Wary of making decisive or controversial steps, authorities buy time with an interim answer that ruins the child’s life. Even when illegal drugs are involved, which is most of the time. They ignore a truth that has become bitterly clear in recent years: a parent who is on meth is probably never going to be a good parent. The result is a default system with an emphasis on process. When no individual carries the responsibility of parenting, children fall between cracks. Nixzmary Brown, the seven year old whose stepfather bashed her head into a tub faucet in Brooklyn in January, was not with foster parents at the time of her death. Still, she too was caught between agencies. School authorities and officials from New York City had staked out different positions on Nixzmary’s school absences, instead of concentrating on the proximate danger in her own bathroom.

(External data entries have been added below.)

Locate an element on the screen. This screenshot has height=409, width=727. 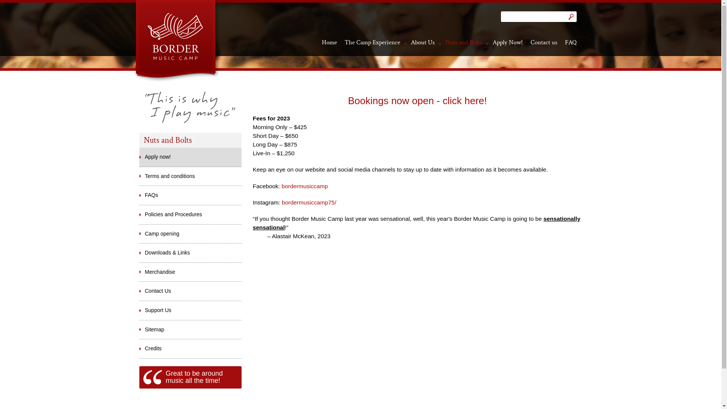
Apply Now! is located at coordinates (508, 42).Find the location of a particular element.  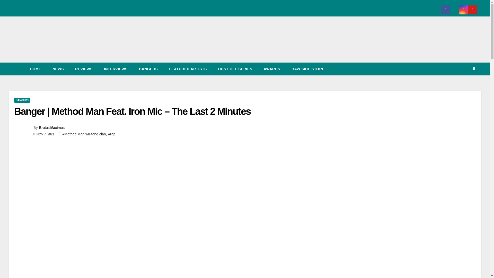

Brutus Maximus is located at coordinates (52, 128). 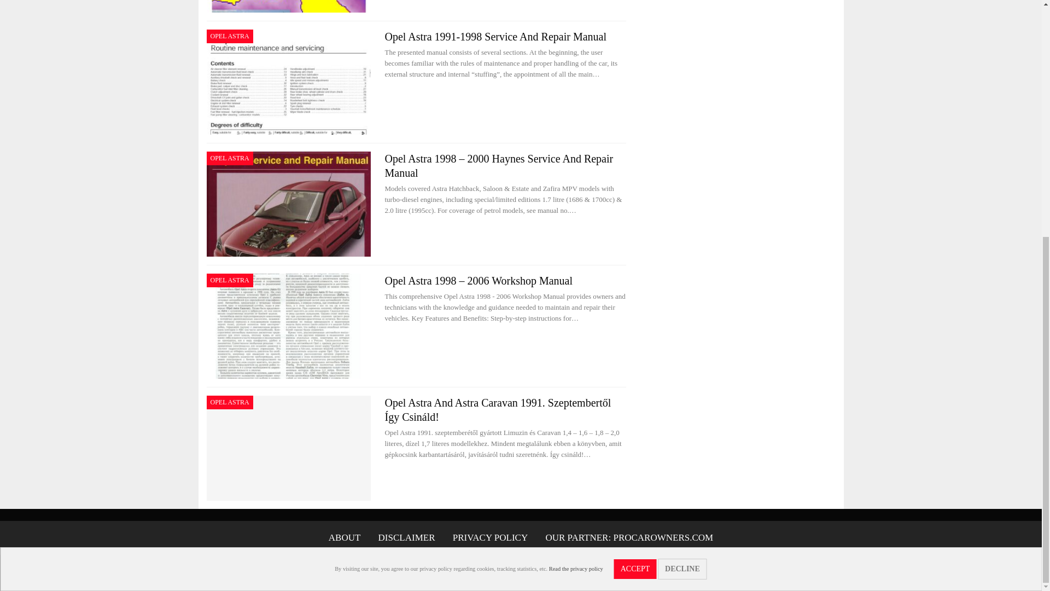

The adoption solution has been out of fashion in recent decades. But many people like the idea. An ABC NEWS/Time poll on foster care that accompanies the show suggests that about half of citizens think that their state is not doing enough to identify at risk children. Some eight in ten of those polled believed that government ought to provide special tax incentives for those who take on the challenge of adopting older children. In Fiscal 2005, Washington spent about three times as much on foster care as it did on adoption. Reversing the ratio seems too dramatic. But why not make the spending one to one?

On the ABC Web site, Mr. Horn bridles at the current perversity: “Where else in America would we go to fund a system that is fundamentally designed to pay for the worst outcomes – keeping children in foster care?” For several years he has pushed for new legislation allowing states more leeway – but failed to secure it. Congress might want to listen. After all, who can say no to both Wade Horn and Diane Sawyer?